In 1446, he took a lease of lands in County Louth from Robert FitzRery, the future Attorney General for Ireland, who was later a colleague of Dowdall on the Court of Common Pleas.
She owned substantial dower lands, including Clongowes Wood, but lost Rathcoffey Castle itself, following a bitter inheritance dispute with her cousin Richard Wogan, former Lord Chancellor of Ireland.
[4] Although Robert and Anne appealed to the King and Council for redress, Owain and Katherine remained in possession of Picton Castle, the Wogan's stronghold in Wales.
[1] Rathcoffey Castle He was a companion of the Brotherhood of Saint George, a short-lived military order founded by King Edward IV in 1474 for the defence of the Pale.
At Pentecost 1462, Dowdall, who was making a pilgrimage to a holy well 'one of the shrines of the Pale', was attacked 'near Clonliff' (North of Dublin city) by Keating, armed with a sword, and was put in fear of his life.
[7] The motive for the attack is unknown: Elrington Ball, comparing it to the murder of James Cornwalsh, Chief Baron of the Irish Exchequer, twenty years earlier, argued that crimes of violence were endemic in medieval Ireland.
Keating, despite his clerical office, was clearly a violent and turbulent individual, who dealt with an attempt to remove him as Prior by throwing his intended successor, Marmaduke Langley, into prison, where he died.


**TASK TO COMPLETE:**
Apart from the pictures, every entry must be retyped exactly.

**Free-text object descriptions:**
────────────────────
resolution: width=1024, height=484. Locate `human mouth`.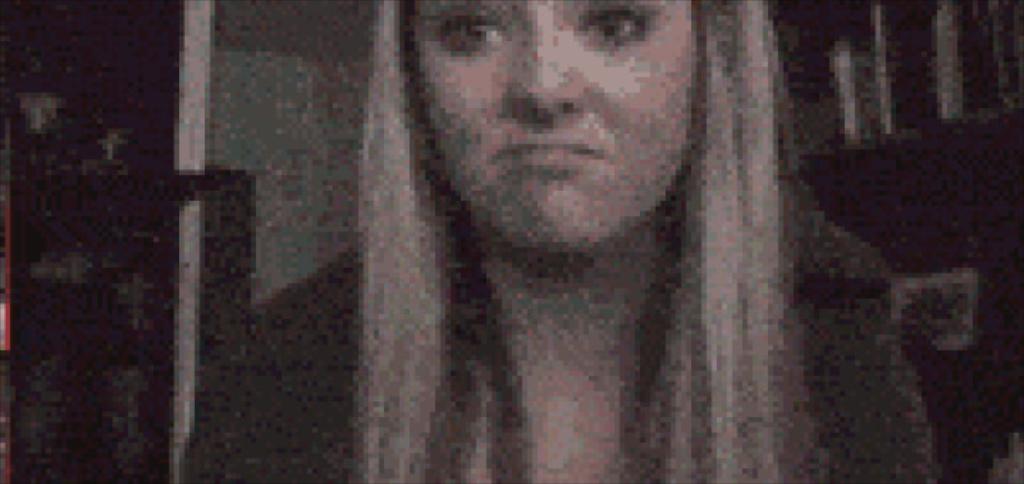
l=481, t=130, r=602, b=177.
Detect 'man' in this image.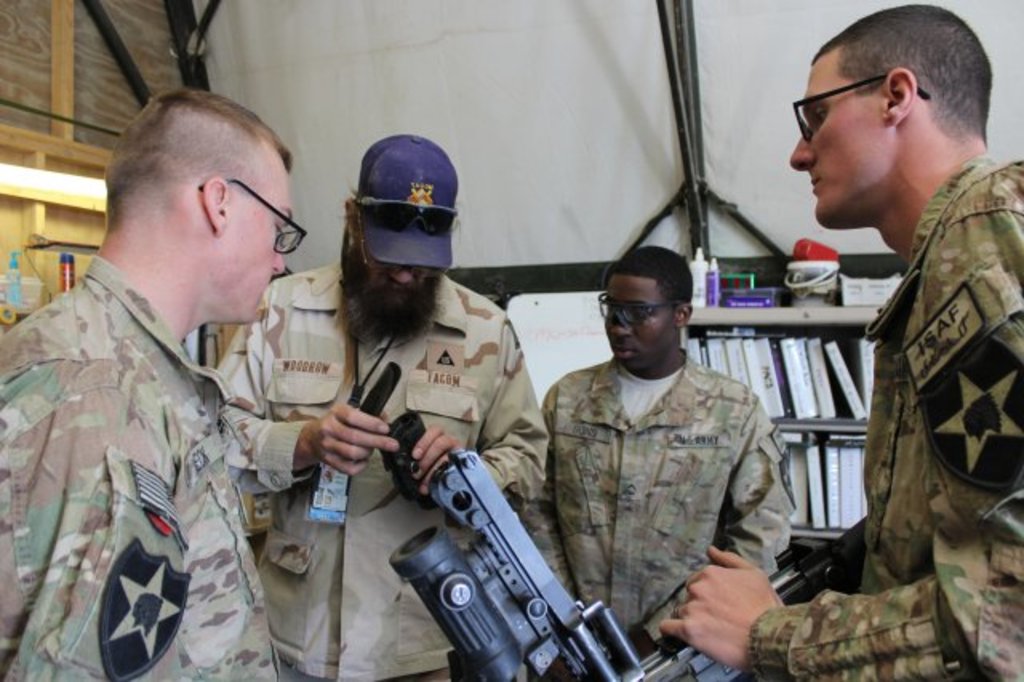
Detection: x1=544, y1=243, x2=795, y2=680.
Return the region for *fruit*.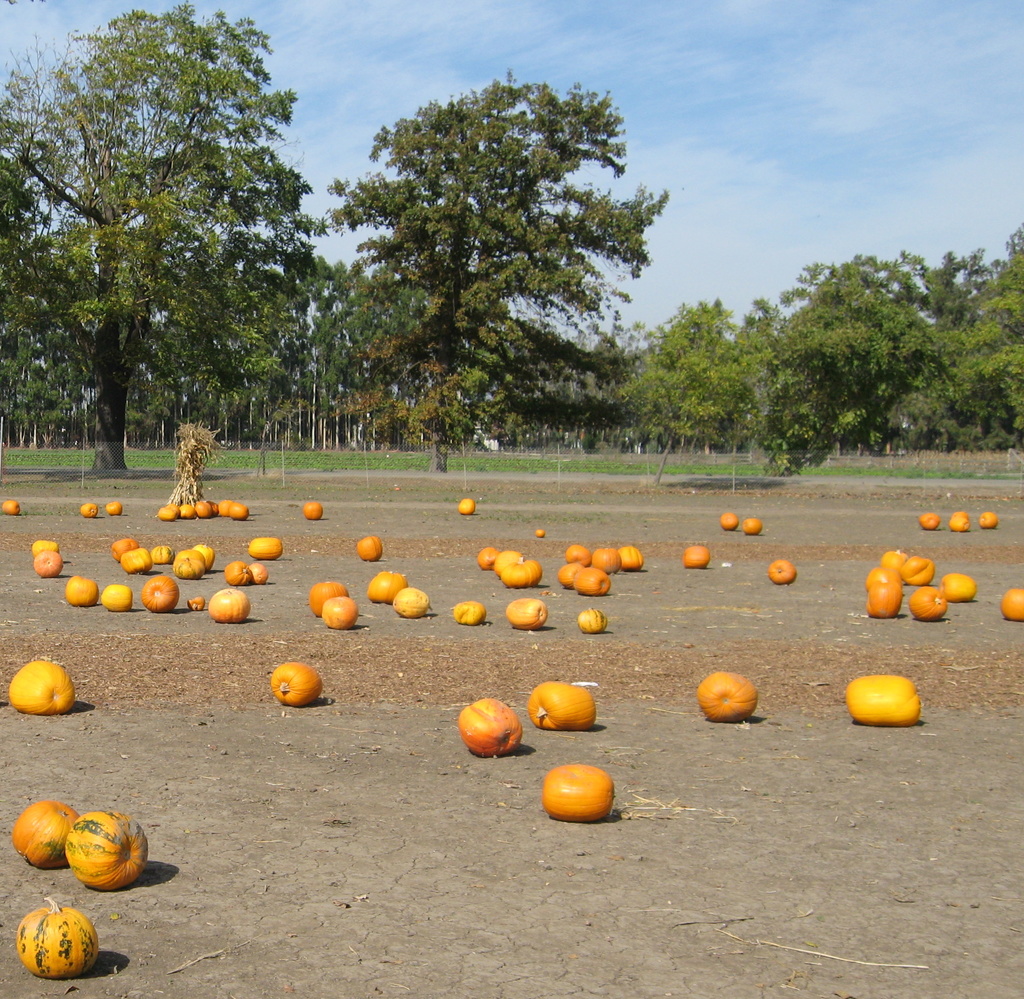
region(67, 574, 97, 608).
────────────────────
**RESPONSE TO THIS EXERCISE:**
resolution: width=1024, height=484. Locate `human mouth`.
l=481, t=130, r=602, b=177.
Detect 'man' in this image.
Detection: x1=544, y1=243, x2=795, y2=680.
Return the region for *fruit*.
region(67, 574, 97, 608).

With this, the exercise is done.